I went and visited Morris at his work. He was surprised when someone called him from his office to see me just as lunch hour was beginning. I asked if I could eat lunch with him wherever he ate, at a bar of a pub if he went there for lunch or out of a paper bag. Whatever he did I would do but I wanted to have an hour talking with him. I was surprised. Morris seemed a fairly decent bloke. He readily agreed and we sat down together in the work canteen and I had a good hour-long chat. We spoke about Lydia and I was amazed to see how caring he seemed to be for her. However, I knew many men who were abusers, were also people who could put on a good story. Often after abuse they were most apologetic and sought forgiveness. So I wasn’t taken in by Morris’ good presentation to me.
The following Tuesday lunchtime I was again at his work and again spent an hour with him and the following week another hour. I gradually began to realise there were two sides to the story. In point of fact, Lydia enjoyed playing the part of the abused wife and receiving the consolation, attention and pity of all of the other women, and contrary to what we had been told, it didn’t seem as if Morris was in fact an abuser. Now having built the personal relationship with Morris I asked him if I could visit him one night at home together with Lydia.

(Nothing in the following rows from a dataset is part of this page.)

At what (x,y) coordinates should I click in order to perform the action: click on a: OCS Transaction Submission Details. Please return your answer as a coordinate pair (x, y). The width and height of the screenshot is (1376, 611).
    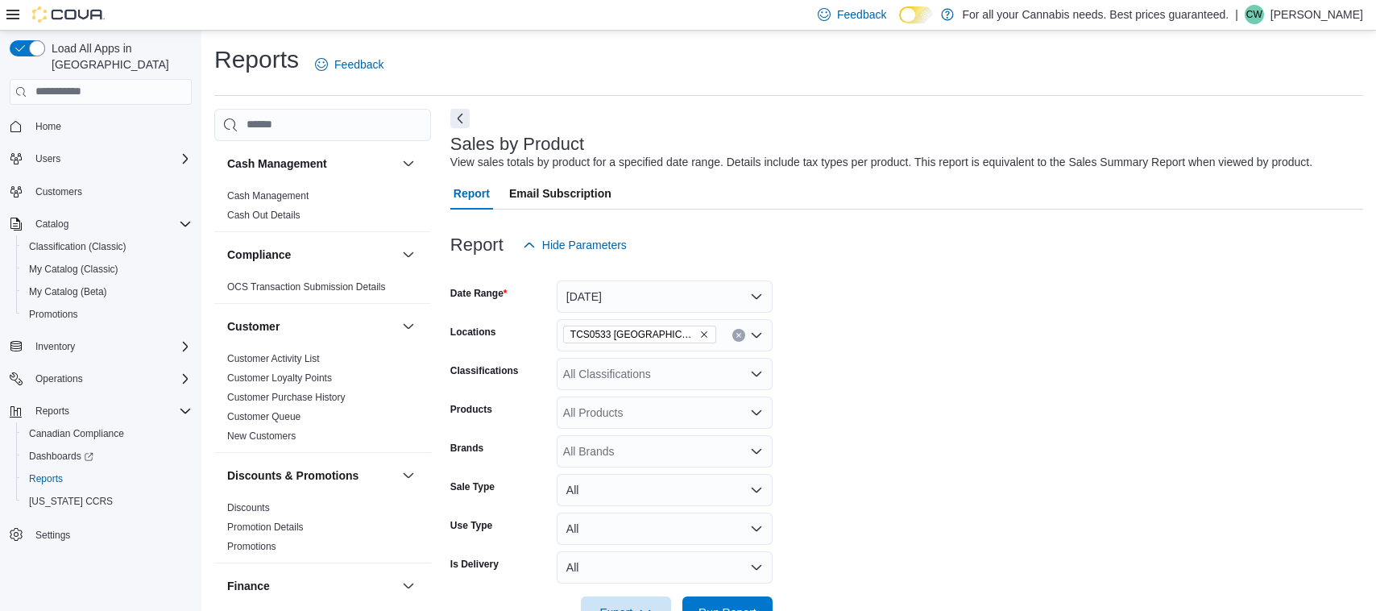
    Looking at the image, I should click on (306, 287).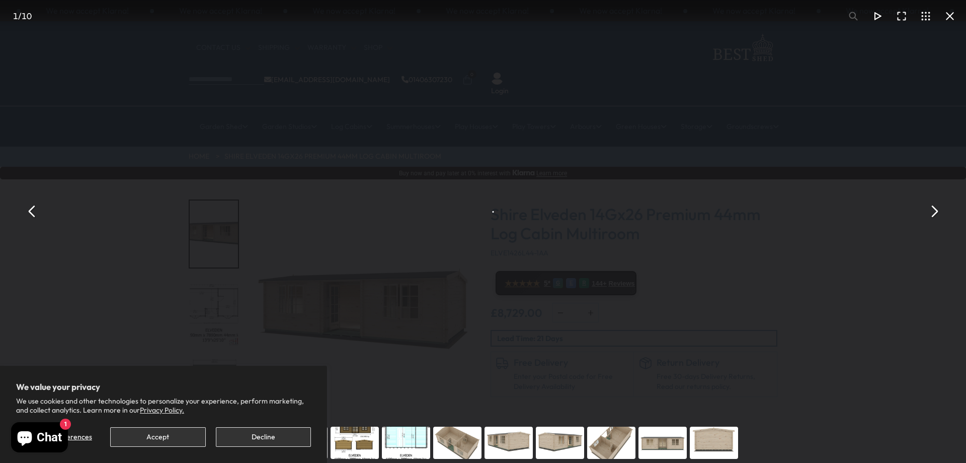  What do you see at coordinates (162, 410) in the screenshot?
I see `a: Privacy Policy.` at bounding box center [162, 410].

Lydia was around to my home like a rocket as soon as she heard that I was going to visit her and Morris together one evening after tea.
Well I’ll let you guess what happened. But the fact was that Lydia was co-dependent upon Morris and she had built up a persona in the eyes of other people, which was not factual. She had enjoyed the attention, the pity and the support of other women. Morris actually deeply appreciated the visits and it enabled him to say a few things to Lydia that he wanted to say but could never get across. My visits continued until Morris made a commitment to Christ, was baptised and became a member of the church. Now Lydia was faced with an incredible problem. She had to change her attitudes! They were harder to change than Morris’ and I had to have long counselling sessions with her before she became the Christian that she should be.

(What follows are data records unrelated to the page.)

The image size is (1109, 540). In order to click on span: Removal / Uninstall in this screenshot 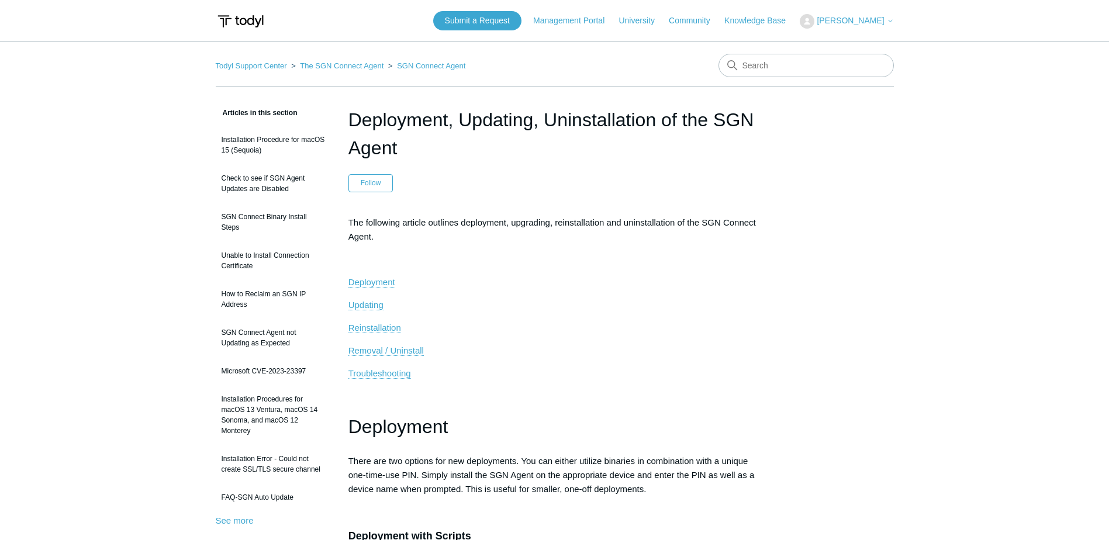, I will do `click(386, 350)`.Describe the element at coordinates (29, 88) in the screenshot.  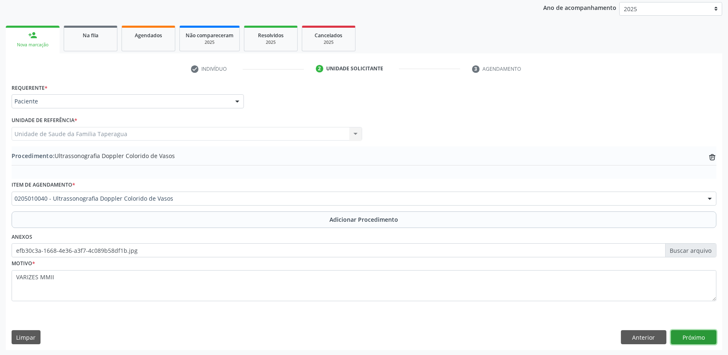
I see `label: Requerente` at that location.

One of the most exciting aspects of ministry is to spend time helping people make the most of themselves and becoming the people that God intended them to be. The only thing better than actually counselling people is the work of training counsellors who will be able to multiply our effectiveness in helping people grow. Today 2000 counsellors help people because of the lessons I have learned.
The city of Sydney would grow to be one of the world’s great cities and Wesley Mission would grow to be one of the world’s great churches and I was privileged to spend each day in the heart of both.